Publisher’s Letter (December 2006)

Welcome to Outpatient Nation

OH YEAH, WE ALSO HAVE ACUTE-CATE HOSPITALS

Dear Reader:

Welcome to Outpatient Nation.

I read with interest the article in this edition regarding how eight-hospital Carilion Health System in Virginia is repositioning itself as a network of clinics – a physician-led, multi-specialty group practice, to be exact. (Please see “System shifts focus to outpatient care” on Page 4.)

The hospitals will stay open after the restructuring, Carilion officials say, but they will apparently play a secondary role to the clinics, including a new “flagship” clinic and medical office building (MOB) project.

The move is controversial, but not unprecedented – and long overdue.

Hospitals used to be the undisputed heart of healthcare. But the inexorable shift to outpatient care during the past three decades is well documented. I’ll spare you the demographic, psychographic, economic and regulatory reasons for the shift; you’ve heard them many times before.

But what’s interesting about Carilion’s strategy is the change in perception. Sure, the Mayo, Cleveland and Lahey clinics have operated under this outpatient-centered model for many years. However, they’re among the most sophisticated, research-based healthcare providers on the planet. Of course they’re going to be progressive.

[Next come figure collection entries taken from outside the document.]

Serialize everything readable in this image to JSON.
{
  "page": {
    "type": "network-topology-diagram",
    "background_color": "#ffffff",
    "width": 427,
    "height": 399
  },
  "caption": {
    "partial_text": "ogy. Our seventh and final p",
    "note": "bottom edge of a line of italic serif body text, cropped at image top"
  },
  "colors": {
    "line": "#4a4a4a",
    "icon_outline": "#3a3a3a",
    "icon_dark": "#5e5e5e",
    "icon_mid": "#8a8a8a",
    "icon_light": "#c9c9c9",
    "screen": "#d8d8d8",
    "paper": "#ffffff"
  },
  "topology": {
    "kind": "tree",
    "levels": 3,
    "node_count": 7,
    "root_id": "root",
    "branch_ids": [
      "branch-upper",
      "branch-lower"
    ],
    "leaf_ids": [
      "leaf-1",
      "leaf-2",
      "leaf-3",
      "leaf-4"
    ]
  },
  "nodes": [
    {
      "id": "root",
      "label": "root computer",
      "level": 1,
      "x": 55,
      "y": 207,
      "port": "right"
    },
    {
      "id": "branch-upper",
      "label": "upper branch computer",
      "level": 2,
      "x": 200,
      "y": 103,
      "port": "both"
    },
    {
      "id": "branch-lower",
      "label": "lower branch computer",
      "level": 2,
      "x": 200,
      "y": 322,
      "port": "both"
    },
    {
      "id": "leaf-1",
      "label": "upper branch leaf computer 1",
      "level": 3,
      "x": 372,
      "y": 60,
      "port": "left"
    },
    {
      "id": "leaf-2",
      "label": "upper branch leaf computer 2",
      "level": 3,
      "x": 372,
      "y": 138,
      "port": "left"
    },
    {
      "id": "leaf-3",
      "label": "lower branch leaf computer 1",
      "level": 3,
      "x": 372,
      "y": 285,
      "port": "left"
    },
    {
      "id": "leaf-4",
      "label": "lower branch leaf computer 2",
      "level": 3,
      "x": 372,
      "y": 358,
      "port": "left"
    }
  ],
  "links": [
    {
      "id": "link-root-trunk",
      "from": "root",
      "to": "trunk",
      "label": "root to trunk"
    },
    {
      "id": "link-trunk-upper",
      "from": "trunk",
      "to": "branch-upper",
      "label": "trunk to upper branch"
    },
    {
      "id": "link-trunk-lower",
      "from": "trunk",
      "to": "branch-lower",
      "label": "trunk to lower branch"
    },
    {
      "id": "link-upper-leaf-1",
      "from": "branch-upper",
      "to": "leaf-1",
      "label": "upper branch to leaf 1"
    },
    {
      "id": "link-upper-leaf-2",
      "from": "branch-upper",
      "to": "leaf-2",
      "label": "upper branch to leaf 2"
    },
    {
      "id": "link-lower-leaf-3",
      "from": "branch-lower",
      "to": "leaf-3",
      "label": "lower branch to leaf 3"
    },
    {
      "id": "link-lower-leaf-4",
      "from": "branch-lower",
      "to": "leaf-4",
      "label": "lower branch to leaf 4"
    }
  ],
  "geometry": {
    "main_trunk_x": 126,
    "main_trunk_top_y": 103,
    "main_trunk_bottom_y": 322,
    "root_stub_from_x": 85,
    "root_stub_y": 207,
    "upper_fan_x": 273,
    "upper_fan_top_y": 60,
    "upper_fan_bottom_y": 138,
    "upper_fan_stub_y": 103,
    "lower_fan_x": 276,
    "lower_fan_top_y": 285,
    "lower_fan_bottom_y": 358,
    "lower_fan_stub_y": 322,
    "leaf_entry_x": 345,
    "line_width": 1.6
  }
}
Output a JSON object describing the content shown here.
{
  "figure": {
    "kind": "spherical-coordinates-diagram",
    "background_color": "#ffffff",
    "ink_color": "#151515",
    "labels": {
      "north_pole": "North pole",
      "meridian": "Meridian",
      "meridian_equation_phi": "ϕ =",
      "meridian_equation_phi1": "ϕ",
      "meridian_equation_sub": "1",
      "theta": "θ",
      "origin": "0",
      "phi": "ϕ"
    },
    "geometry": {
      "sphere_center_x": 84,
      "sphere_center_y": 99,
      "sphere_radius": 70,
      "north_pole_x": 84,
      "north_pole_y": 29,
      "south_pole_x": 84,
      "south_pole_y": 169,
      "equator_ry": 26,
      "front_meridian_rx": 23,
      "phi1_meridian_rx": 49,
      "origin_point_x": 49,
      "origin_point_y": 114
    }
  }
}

But it’s obvious that times have changed when mid-sized, small-market systems like Carilion start to position themselves in the marketplace as outpatient-centered.

Of course, patients have known this for years. Take your friendly neighborhood newsletter publisher, for example. I am 46 years old. I have had numerous medical exams over the years, as well as some routine imaging, the usual tests and even a couple of minor surgical procedures. But I have been a hospital patient exactly once: when I was born in 1961.

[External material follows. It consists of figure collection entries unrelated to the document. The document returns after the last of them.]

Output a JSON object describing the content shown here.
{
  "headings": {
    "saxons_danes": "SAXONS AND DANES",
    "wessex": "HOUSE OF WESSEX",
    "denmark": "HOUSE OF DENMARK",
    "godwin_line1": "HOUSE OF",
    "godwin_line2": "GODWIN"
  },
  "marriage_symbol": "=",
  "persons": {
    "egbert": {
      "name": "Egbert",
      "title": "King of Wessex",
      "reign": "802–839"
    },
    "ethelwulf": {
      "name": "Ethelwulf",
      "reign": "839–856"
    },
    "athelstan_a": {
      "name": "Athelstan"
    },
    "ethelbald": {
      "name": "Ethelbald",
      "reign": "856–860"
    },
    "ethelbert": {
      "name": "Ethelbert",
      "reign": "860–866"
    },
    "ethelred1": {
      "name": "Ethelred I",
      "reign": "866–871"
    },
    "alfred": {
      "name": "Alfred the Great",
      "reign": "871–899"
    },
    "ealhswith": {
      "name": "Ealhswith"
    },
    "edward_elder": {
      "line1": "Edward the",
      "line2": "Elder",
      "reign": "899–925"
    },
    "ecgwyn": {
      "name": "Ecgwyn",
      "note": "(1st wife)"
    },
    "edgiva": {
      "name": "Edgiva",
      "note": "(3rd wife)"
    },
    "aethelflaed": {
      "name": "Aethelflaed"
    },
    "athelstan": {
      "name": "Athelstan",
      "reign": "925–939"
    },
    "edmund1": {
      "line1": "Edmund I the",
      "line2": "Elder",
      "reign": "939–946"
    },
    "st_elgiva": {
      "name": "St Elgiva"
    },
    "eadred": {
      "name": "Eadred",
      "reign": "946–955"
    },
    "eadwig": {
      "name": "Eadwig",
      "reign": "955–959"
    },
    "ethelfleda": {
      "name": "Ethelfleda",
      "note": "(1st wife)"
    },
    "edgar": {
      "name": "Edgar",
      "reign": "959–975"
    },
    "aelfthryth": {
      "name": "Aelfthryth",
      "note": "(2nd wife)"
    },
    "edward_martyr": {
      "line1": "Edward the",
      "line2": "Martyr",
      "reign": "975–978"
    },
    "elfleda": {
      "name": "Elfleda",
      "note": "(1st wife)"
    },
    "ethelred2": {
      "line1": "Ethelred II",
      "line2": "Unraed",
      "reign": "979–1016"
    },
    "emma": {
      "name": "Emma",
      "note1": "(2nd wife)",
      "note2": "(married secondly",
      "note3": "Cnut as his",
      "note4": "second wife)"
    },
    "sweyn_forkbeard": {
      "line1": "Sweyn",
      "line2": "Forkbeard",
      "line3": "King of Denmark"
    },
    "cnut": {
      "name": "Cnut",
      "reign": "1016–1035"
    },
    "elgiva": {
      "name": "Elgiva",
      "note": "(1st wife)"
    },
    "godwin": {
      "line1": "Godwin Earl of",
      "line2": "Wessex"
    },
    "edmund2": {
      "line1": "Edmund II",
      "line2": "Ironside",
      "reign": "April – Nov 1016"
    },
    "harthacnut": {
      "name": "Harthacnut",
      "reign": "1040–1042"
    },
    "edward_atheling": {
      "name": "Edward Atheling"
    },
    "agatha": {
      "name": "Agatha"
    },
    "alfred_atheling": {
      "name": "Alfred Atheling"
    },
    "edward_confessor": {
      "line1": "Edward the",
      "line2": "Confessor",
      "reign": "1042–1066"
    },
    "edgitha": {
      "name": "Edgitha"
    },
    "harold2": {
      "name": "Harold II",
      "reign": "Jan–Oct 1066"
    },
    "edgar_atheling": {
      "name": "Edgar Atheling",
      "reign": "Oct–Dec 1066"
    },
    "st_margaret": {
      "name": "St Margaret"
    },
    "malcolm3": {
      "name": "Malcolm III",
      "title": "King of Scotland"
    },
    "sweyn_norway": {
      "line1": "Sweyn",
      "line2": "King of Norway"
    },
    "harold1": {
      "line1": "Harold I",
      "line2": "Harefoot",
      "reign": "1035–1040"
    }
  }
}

My experience is not unique. We have moved to a healthcare system in which many people will be patients in a traditional acute-care hospital only once in their lives: when they’re born. (Or, in the case of mothers, they will also be patients when they give birth – although who knows how long even that that will remain true.) Many of us will bypass acute-care hospitals even at the end of life, living out our days in senior living facilities.

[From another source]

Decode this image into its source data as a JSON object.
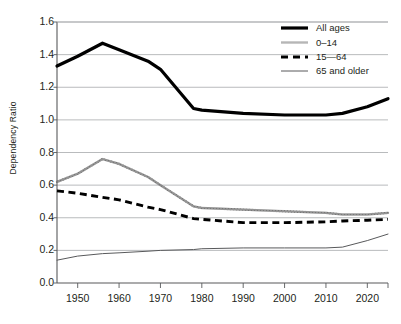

Some would argue that an inpatient-focused positioning still makes sense because well-regarded hospitals have a halo effect on a system’s outpatient facilities. But that’s like saying that Mercedes-Benz has a halo effect on all of Daimler Chrysler’s vehicles. The reality is that if I’m driving a $15,000 Dodge day in and day out I really don’t care if the parent company also makes a $450,000 Mercedes that I’ll never own.

Likewise, if 99 percent of the healthcare you receive in your lifetime is delivered in an outpatient setting, are you more concerned about the quality of care in the outpatient facilities you visit regularly, or in the hospital where you’ll probably never set foot? In light of that, it has never been more important to deliver top-quality outpatient facilities.

Can systems like Carilion successfully reposition themselves as outpatient-focused? That depends in large part on the healthcare real estate firms that develop, finance, own, lease and manage those facilities.